19 July 2007

We Rollin' They Hatin'

Jon-a-than! Jon-a-than! Jon-a-than!

Man, it finally happened: I got around to watching Rollerball. I would like to say, "Why the fuck didn't any one tell me to watch this movie?" but in all fairness my friend Chris actually loaned me the VHS back in college. I tried watching it then, but for whatever reason I only got about twenty minutes in, and then I probably went downstairs to play Mario Kart or something.

For those of you who have no idea what Rollerball (trailer) is, the simplest way of explaining is to say that the film is probably the world's only sci-fi dystopian sports movie. It is centered around the exploits of Jonathan E., played by James Caan, the Michael Jordan-figure of the eponymous sport, Rollerball. The game itself, played on roller skates, seems to be a bizarre mix of roller derby, chariot racing, and um, roulette or Cross-Fire or something. What's most important to know about Rollerball is that it is ultraviolent, complete with maimings, motorcycle explosions, and, by the end, buckets of death.

The action takes place in the Houston of the future, which is to say the Houston of the future as it would have been envisioned when the film came out in 1975, so it looks like, oh, say, 1981. Well, apparently a lot has changed in six years, as democracy, as is usually the case in these movies, has failed, and the world has been divvied up by sinister Corporations, each tasked with controlling a particular sector of the economy, such as Food, Transport, Luxury; Houston is predictably governed by the Energy Corporation. It probably goes without saying that these Corporations are totalitarian in nature, micromanaging every aspect of their citizens' lives while promulgating a completely incoherent ideological amalgam of laissez-faire capitalism, Marxism, fascism, and even some good old feudalism.

The central thrust of the story is that the Executives who make up the Energy Corporation's ruling caste have decided that Jonathan E. must retire from Rollerball. When Jonathan demands an explanation, the Suits (as I will henceforth refer to them) refuse to elaborate; much of the Corporation's governing philosophy can be summed up as "Because I said so." Following the well-trod path of prior dystopian heroes (see Smith, Winston or Montag, Guy), Jonathan begins to question the very foundations of the society in which he so comfortably lives, defying the wishes of his superiors by continuing to play Rollerball as Houston mashes its way through the playoffs. (Do present day Houston sports fans chant "Hous-ton, Hous-ton" in a zombie monotone at sporting events? These are the questions, folks - I just ask 'em.)

The Suits don't take this passively, of course; their main response is to keep ratcheting up the pressure on Jonathan by stripping the game of Rollerball of what few rules it apparently has. For the semi-final game against Tokyo, it is declared that there will be no penalties called (this serves to maximize the out and out "I'm just going to stomp this guy's face with my roller skate for five minutes" factor) and limited substitutions, which means the strategy subtly shifts from figuring out crafty ways to put the metal ball in the pipe (which serves as the goal), to wearing down your opponents by severely injuring as many of them as possible. As you can see, the death-and-dismemberment quotient rises rapidly:
Some thoughts about Rollerball:
  1. For all of the things that could make this movie seem cheesy and horribly dated (the Shag Carpeting of Tomorrow, the piggybacking on what apparently must have been a mid-'70s roller derby craze, the city of Houston), it is still astonishingly effective, both as a fantastic sports movie and a pessimistic treatise on the future. The action sequences are particularly thrilling (Norman Jewison films his fictitious sport like it was the chariot race from Ben Hur), and James Caan invests Jonathan E. with a surprising amount of depth, giving what is probably his best performance aside from The Godfather.
  2. Grown men will always look ridiculous on roller skates, no matter how much body armor they are wearing, or how many spikes are protruding from their football helmets.
  3. The "No man is bigger than the game!" angle eerily prefigures the Barry Bonds steroids saga. If only Bud Selig's solution was to eliminate the rules of baseball and turn the game into a bloody melee of bat-wielding psychopaths.
  4. We need a Rollerball font, now more than ever:
I guess the biggest question I have about the movie is why hasn't anyone attempted to start their own Rollerball league? I mean, Spike TV carries fucking dodgeball! Come on!!! In a world where Ultimate Fighting is fast on its way to becoming a legitimate mainstream sport, there is clearly a market for a game that combines the brutality of Fight Club, the going around in a circle of NASCAR, and the helmets of football. The leg work has already been done: apparently there are already actual rules (!) and everything.

So I say to you, teach not your children the baseball, the football, the basketball - the silly games of our terminally ill bourgeois society. Instead, buy them a pair of skates (or rollerblades, if you subscribe to the horrendous 2002 remake), and raise them on Rollerball, the sport of the future! I guarantee you we will be bigger than hockey within...well, we may be bigger than hockey right now!

Laugh now, but when Rollerball is on the fall FX schedule, just remember: I told ya so.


**Your goal**: Read the data line by line and say how many lines contain the string "change", giving the number alone.

-- Records for the task follows --

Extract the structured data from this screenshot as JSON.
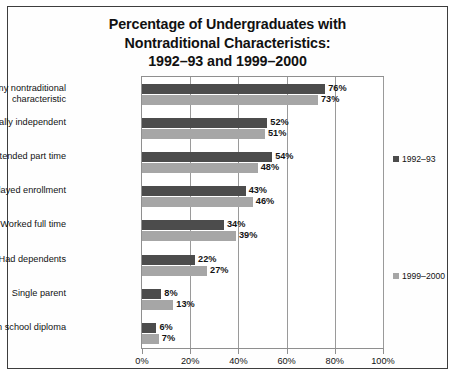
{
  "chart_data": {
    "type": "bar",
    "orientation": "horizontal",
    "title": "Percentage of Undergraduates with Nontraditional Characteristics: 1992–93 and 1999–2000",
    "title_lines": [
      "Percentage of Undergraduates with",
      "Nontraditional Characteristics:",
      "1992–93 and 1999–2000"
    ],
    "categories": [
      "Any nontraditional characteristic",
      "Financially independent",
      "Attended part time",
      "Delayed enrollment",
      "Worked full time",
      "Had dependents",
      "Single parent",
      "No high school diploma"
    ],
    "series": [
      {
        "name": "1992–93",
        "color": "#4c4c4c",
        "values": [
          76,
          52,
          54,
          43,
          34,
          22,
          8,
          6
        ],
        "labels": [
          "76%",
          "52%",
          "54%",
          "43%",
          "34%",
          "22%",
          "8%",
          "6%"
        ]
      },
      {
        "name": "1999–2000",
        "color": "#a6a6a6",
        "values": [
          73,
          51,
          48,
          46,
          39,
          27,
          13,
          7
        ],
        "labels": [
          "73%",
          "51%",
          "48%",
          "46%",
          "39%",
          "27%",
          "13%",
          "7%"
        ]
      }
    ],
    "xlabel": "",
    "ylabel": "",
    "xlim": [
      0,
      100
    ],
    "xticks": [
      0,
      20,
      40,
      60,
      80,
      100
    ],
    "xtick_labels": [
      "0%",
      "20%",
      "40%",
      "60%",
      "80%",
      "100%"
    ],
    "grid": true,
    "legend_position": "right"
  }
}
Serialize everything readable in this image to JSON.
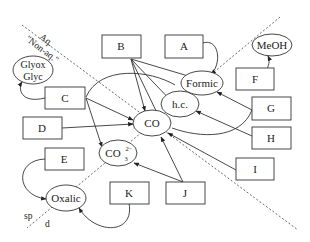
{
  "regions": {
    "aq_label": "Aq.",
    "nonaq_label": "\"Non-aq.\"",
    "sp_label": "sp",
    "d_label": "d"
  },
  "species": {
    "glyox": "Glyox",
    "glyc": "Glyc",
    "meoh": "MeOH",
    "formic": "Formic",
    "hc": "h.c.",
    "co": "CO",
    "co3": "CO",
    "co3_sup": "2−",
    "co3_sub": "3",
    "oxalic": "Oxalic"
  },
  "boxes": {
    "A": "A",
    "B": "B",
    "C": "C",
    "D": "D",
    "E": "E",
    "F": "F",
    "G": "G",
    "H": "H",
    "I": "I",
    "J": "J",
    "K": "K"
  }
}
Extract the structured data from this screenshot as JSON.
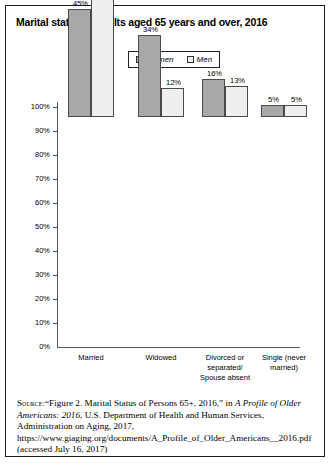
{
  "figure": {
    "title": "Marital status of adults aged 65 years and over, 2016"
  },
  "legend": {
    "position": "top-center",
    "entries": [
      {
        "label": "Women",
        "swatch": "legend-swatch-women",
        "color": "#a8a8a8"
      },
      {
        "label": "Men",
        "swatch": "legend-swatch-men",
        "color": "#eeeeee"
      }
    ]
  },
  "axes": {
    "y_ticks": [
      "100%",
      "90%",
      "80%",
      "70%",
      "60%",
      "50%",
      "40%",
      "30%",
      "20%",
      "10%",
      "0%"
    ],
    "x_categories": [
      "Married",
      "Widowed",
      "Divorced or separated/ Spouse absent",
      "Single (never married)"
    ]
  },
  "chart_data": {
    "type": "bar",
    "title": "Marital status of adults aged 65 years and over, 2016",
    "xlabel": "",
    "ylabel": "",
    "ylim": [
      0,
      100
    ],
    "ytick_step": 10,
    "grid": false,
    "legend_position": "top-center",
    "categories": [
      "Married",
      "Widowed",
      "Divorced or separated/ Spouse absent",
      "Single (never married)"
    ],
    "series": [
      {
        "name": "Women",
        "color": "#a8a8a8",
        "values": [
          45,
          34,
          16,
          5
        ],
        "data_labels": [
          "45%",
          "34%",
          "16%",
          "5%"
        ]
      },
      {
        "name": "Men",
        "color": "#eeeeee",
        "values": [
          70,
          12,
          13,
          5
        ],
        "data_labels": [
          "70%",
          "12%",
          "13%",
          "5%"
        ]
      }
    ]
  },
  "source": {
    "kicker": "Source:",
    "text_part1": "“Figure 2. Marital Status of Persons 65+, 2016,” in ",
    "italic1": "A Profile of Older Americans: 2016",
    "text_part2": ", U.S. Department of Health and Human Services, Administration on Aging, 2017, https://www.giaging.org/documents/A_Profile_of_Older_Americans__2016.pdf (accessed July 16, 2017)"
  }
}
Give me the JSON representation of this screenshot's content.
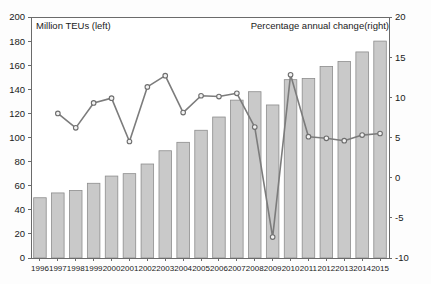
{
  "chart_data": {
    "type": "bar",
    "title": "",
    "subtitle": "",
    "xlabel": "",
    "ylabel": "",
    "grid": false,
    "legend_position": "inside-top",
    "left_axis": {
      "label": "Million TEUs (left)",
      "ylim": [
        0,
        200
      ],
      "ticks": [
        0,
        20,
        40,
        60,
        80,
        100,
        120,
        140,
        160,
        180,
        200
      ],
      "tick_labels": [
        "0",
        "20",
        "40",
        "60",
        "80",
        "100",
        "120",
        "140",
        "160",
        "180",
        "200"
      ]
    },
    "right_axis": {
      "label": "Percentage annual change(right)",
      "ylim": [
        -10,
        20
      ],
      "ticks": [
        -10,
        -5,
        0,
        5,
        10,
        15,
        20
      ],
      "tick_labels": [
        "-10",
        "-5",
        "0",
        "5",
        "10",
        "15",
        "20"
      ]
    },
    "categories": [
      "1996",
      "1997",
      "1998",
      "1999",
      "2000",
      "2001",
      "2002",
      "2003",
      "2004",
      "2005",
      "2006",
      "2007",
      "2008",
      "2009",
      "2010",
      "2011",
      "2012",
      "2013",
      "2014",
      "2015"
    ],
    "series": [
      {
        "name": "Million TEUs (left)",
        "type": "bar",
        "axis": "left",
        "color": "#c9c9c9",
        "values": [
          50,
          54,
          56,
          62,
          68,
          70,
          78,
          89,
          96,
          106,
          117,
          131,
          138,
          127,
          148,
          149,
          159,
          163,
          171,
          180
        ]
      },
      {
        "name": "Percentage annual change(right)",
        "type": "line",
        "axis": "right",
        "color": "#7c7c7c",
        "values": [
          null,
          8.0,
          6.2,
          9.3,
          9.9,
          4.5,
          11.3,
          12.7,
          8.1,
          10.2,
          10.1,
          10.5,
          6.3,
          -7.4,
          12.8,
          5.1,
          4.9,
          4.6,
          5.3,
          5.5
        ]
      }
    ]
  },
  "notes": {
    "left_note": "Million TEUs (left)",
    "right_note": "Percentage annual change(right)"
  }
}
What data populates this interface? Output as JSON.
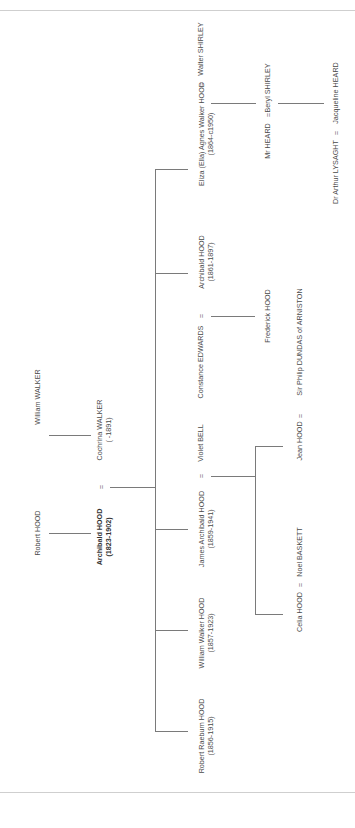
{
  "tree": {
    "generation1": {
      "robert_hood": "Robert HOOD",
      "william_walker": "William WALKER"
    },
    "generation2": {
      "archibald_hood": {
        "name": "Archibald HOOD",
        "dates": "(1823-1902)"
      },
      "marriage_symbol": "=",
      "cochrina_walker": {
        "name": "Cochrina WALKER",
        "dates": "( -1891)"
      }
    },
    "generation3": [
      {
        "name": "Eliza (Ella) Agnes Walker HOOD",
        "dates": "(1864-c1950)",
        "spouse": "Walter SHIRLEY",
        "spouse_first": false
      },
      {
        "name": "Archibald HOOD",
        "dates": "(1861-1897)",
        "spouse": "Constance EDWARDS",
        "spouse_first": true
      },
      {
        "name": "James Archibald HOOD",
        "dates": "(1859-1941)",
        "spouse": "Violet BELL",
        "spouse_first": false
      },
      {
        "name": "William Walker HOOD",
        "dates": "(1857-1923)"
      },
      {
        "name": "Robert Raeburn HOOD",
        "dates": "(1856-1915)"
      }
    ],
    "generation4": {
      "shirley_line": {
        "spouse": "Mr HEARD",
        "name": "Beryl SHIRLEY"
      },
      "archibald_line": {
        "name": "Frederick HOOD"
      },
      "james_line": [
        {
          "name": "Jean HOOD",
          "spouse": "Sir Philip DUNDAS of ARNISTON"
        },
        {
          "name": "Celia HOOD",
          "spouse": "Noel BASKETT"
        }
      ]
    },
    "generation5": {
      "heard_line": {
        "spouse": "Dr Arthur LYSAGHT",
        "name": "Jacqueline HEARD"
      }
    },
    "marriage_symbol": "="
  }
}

-- Records for the task concluded --

**Response to the exercise**: 3